Julian Dodson: In the 1920s, the Cristero War in Mexico led to waves of immigration to the United States. It was a religious conflict between a secularizing revolutionary state and a stubborn Episcopal hierarchy in Mexico, unwilling to accept constitutional restrictions on its role in Mexican society. The war quickly became a popular conflict, and engulfed large swaths of the center and central western regions of the country. Many families fled the violence and settled in the United States – a majority in California and Chicago, but many others with family connections in the Northwest settled in the rich agricultural lands of Eastern Washington and Oregon.

Then came WWII with another influx of migrant labor. The Bracero program from 1942-1964, offered temporary work status for millions of Mexican guest workers because the draft had resulted in labor shortages in the United States. Many of those workers stayed and can trace their residence to the early- and mid-twentieth century. The Bracero program also drew Latino/a populations from groups that had previously settled in the Southwest, Colorado, Utah, Texas, and Wyoming.

There is this image of migratory patterns that, in many ways are connected to the watershed events of the early twentieth century, such as the Mexican Revolution, and the social turmoil in the 1920s. The larger story is one of a tightly knit history of immigration and settlement that is directly connected to regional conflicts in Mexico as well as global conflicts, such as WWII, that have resulted in well-established Latino/a communities that have made the Pacific Northwest the wonderfully rich and diverse region that it is today. With such a large number of immigrant families, particularly in agricultural production in the region, this history is important to preserve and to share.
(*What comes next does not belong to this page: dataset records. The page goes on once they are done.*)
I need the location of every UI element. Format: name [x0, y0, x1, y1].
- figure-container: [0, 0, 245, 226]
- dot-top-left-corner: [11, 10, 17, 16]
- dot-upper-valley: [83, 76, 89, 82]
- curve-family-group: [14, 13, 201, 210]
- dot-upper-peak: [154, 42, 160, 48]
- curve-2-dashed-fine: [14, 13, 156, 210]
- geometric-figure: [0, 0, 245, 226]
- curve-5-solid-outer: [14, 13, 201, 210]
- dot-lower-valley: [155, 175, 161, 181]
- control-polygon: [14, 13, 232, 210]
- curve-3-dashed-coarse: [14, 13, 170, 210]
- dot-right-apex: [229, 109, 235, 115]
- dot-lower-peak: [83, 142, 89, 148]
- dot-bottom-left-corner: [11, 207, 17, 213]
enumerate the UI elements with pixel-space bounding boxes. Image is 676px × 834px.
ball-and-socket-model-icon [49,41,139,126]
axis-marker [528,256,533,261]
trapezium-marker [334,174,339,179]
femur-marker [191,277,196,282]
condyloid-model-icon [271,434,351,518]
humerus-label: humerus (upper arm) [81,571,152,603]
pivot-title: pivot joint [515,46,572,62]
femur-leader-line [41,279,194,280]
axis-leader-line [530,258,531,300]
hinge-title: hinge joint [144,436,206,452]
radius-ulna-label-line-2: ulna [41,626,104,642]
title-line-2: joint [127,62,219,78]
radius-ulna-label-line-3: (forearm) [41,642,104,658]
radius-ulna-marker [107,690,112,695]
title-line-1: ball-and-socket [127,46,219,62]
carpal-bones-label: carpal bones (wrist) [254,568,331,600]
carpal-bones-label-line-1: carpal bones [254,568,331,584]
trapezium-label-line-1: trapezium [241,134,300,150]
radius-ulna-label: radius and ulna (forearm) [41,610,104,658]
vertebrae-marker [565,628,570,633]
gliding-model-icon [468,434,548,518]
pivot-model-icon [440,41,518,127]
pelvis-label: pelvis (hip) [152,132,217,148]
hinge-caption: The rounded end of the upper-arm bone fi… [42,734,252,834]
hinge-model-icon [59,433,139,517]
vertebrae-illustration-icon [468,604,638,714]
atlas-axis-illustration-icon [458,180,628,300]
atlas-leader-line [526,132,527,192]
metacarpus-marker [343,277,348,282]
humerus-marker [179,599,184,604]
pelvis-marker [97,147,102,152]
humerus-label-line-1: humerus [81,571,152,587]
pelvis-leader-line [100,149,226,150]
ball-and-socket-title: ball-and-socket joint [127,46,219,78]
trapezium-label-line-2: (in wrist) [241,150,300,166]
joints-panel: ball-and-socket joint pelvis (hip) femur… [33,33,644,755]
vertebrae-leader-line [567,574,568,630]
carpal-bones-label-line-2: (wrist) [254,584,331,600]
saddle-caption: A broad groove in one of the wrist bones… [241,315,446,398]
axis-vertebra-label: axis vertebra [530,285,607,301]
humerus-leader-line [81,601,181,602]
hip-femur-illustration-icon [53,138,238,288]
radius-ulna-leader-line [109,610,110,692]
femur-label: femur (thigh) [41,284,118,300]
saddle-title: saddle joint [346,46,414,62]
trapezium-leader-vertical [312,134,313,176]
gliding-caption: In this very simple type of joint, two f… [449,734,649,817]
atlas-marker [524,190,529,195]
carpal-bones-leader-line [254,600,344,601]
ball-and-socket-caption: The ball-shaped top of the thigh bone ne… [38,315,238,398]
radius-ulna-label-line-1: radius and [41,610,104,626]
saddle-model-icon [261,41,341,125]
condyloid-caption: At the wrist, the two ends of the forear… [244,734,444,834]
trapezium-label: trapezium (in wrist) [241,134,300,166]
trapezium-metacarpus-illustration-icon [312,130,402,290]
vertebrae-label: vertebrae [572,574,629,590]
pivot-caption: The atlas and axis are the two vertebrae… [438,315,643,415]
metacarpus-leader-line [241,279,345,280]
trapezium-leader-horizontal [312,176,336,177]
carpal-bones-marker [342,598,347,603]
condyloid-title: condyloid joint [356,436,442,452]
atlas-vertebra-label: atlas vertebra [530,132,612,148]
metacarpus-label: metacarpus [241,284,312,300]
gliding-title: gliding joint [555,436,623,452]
Braceros were subject to vitriolic racism and unfair labor practices while the very labor they provided was essential to maintain a healthy and functioning agricultural sector in the years during WWII and beyond. In our current global historical moment, we see a redoubling of the reinforcement of exclusionary mechanisms, like borders. The conflicts that have been caused by policies and politics emanating from the “Global North” have produced massive refugee populations, and the fires of racism, nativism, and islamophobia have been stoked at home and in Europe. We need look no further than the current Administration’s dehumanizing rhetoric regarding Central American migrants and Syrian refugees to get a sense of the callous nativism that underpins current immigration policy. These nativist sentiments are, as the history indicates, not entirely new. Of course we know that society, on the whole, is enriched by greater diversity—racial, ethnic, and gender—and that this contributes to a greater diversity of thought. As life-long learners, we benefit from a wider variety of ideas.

Sueann Ramella: That’s Julian Dodson, of Washington State University. For more on this and other Northwest history essays, go to NWPB.org.

About the Author:

Julian Dodson.Julian Dodson is an instructor the Roots of Contemporary Issues (RCI) Global History Program at Washington State University. He is the author of Fanáticos, Exiles, and Spies: Revolutionary Failures on the US-Mexico Border, 1923-1930, (Texas A&M University Press, 2019). Dodson’s current research, tentatively titled The Revolutionary City: Urban Space and Environment in Postrevolutionary Mexico City, examines bureaucratic attitudes toward public urban spaces in Mexico City in the 1920s and how those attitudes changed in the 1940s and 1950s as succeeding governments sought to institutionalize the gains of the Mexican Revolution.

 

 

There’s More to Explore!

 

You can find more information about Dr. Dodson’s book here.